From Mao-Tse Tung-er Deshe (In ‘Mao Tse-tung’s Country’ by Maulana Abdul Hamid Khan Bhashani), pp. 43-44

 

 

 

I heard from Pu Yi’s own lips that the crown of China had been placed on his head when he was three years old and that he lost the throne three years later.

 

 

 

 

 

 

 

Then at the age of 12 a warlord again proclaimed him king. But this time he sat on the throne for only a few days. After that ‘I became the king of Manchukuo. This was then a Japanese colony and I was a doll in the hands of the Japanese imperialists.’

 

Pu Yi as Emperor of Manchukuo

 

The Japanese kept Pu Yi on the Manchu throne until their defeat in the Second World War, and inflicted terrible oppressions on the people of China, doing everything possible to thwart their aspirations for freedom. After the Japanese defeat the Soviet Union’s Red Army took the Manchu monarch Pu Yi prisoner and moved him to Russia.

 

 

 

 

 

 

 

 

 

Until the success of China’s revolution in 1949 he remained a prisoner in the Soviet Union. While living there Pu Yi wrote three letters to Stalin.

 

 

Pu Yi with Soviet Military Officer, August 1946

 

Pu Yi said: ‘In those letters I beseeched Stalin for only one thing – not to be sent back to China. Because it was my belief that to go back to China would mean certain death.’

 

 

 

 

 

 

 

 

 

 

 

 

Pu Yi told me the whole story of his return to China from the Soviet Union, so it is best that I recount it in his own words. ‘Soviet leaders wanted to send me back to China. I was stricken with terror. Those days were fraught with disquiet and nightmarish dreams. I thought, the Chinese Communist Party will never forgive me. I thought, how indeed could they forgive a king like myself, who had collaborated with the Japanese! My own thoughts reduced me to a state of terror. As you must know, in Chinese history whenever a new dynasty came to power, the dethroned kings would immediately lose their lives, along with their families. That is why I thought, now the Communists are in power, this means that it is my turn to lose my life.’

 

 

 

 

‘A day came when I really was sent back to China. Our train crossed the Soviet border and stopped at Mukden. At the station I saw that cars had been sent to receive us. Accompanying me on the same train were some erstwhile ministers of the Manchu empire. We were all convinced of our belief – we were to be taken straight to the execution ground. And at once a barrage of bullets would put an end to the illusions of this world (iholila). Our cars came to a halt in front of a big building. Later we learnt that this was an internal security office. We got out of the cars and began to advance towards the building. I was in the middle of the group. Someone said, Pu Yi should be in the lead. I interpreted this to mean that I’d be the first to be shot. I was taken to a room; on entering I saw a table piled with fruit, cakes, cigarettes and so on. I could not understand where I had been brought. After a while some high ranking officials entered the room. Their manner was polite and considerate. One of them remarked, we had traveled a great distance so we must be hungry. We should eat something. At that moment none of us had an appetite. In old China people who were destined for the gallows were always served good food before they were strung up. I thought, they’re probably observing that custom. I couldn’t take it any longer. I said, take us where you want without wasting any time. A perceptive official understood my state of mind and told me that I could see my nephew if I wished; he was an officer in the Chinese liberation Army and was in Mukden at the time. They would set up a meeting.

‘But with what face could I meet him? I was seized with shame.’

 

 

 

2 thoughts on “The ‘Red Mowlana’ and the Last Emperor of China: Part 2”
  1. Good blog… keep it up…. I remember Pu Yi once said: ” It was this tiny world where I was to spent the most absurd childhood possible until I was driven out by the National Army in 1924. I called it absurd bacuse at a time when China was called a republic and when time that mankind had advanced into the 20th century I was still living the life of an emperor, breathing the dust of the 19th century.”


REQUIREMENT: The result should be an exact copy of only the lines from the one with "Find the location" through the last line of the data below, with pictures omitted.

=== STORED DATA ===

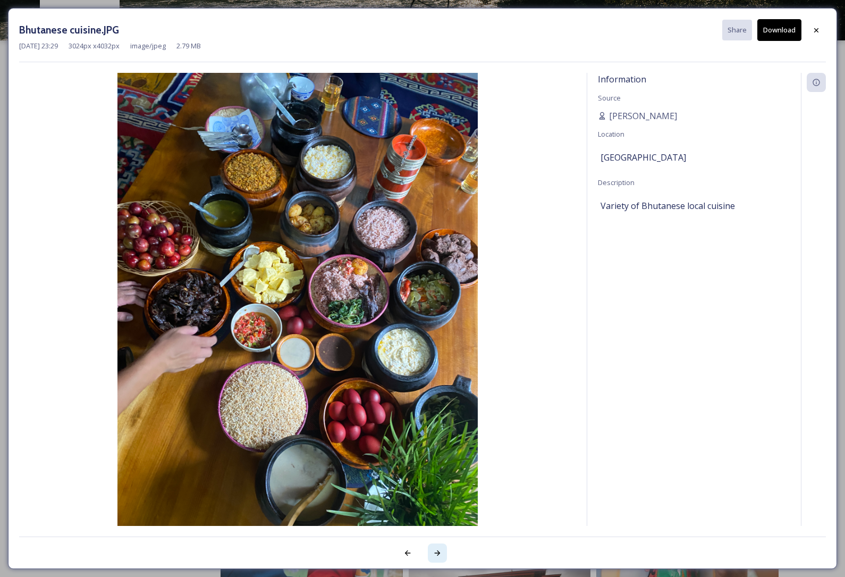 This screenshot has width=845, height=577. Describe the element at coordinates (609, 98) in the screenshot. I see `span: Source` at that location.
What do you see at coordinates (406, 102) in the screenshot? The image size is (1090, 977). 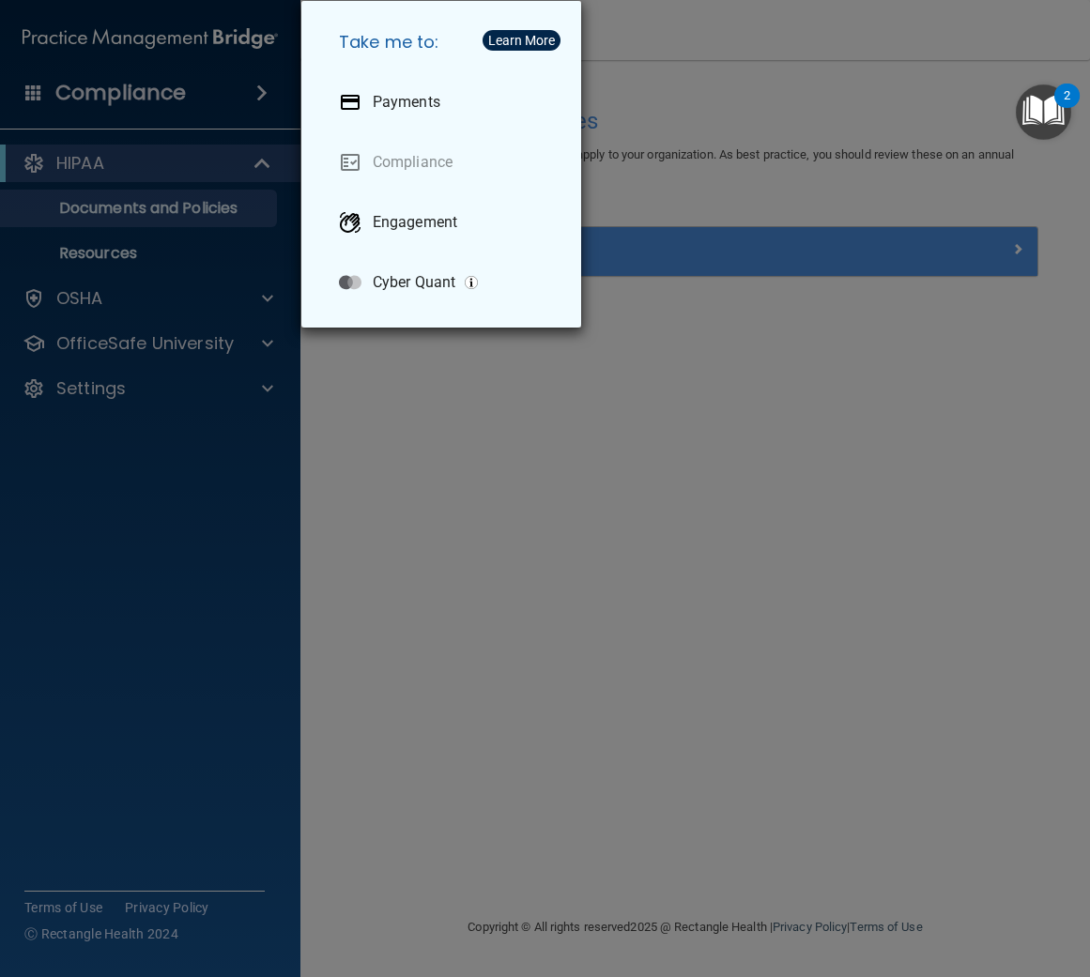 I see `p: Payments` at bounding box center [406, 102].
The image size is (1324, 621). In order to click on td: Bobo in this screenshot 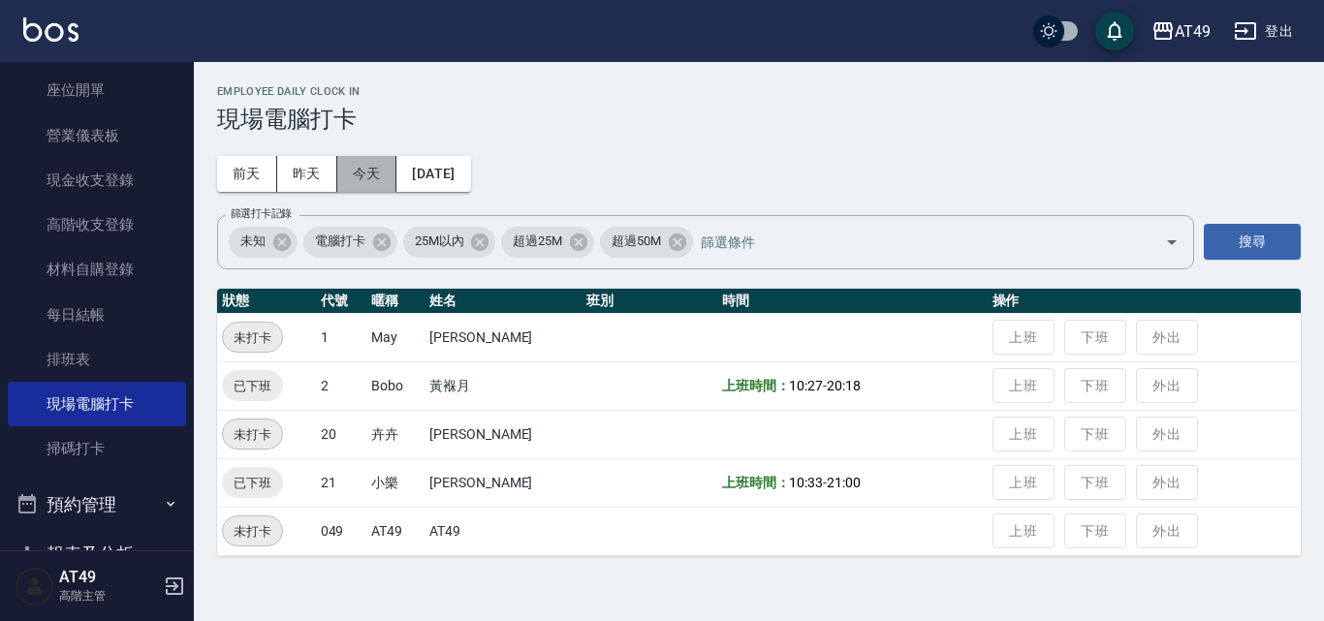, I will do `click(395, 386)`.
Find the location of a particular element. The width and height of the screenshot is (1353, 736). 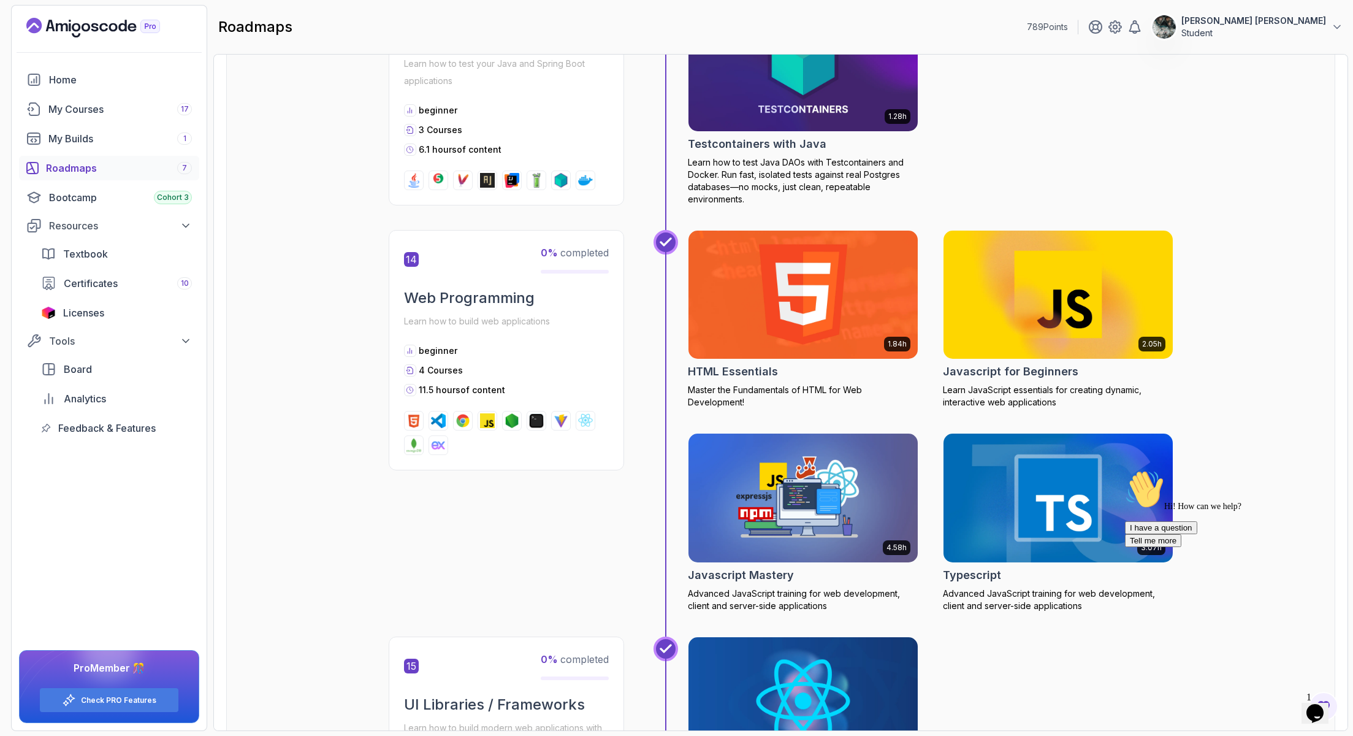

h2: Web Programming is located at coordinates (506, 298).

===

SOLUTION TO THE EXERCISE:
Find the location of a particular element. The width and height of the screenshot is (1353, 736). 

h2: Web Programming is located at coordinates (506, 298).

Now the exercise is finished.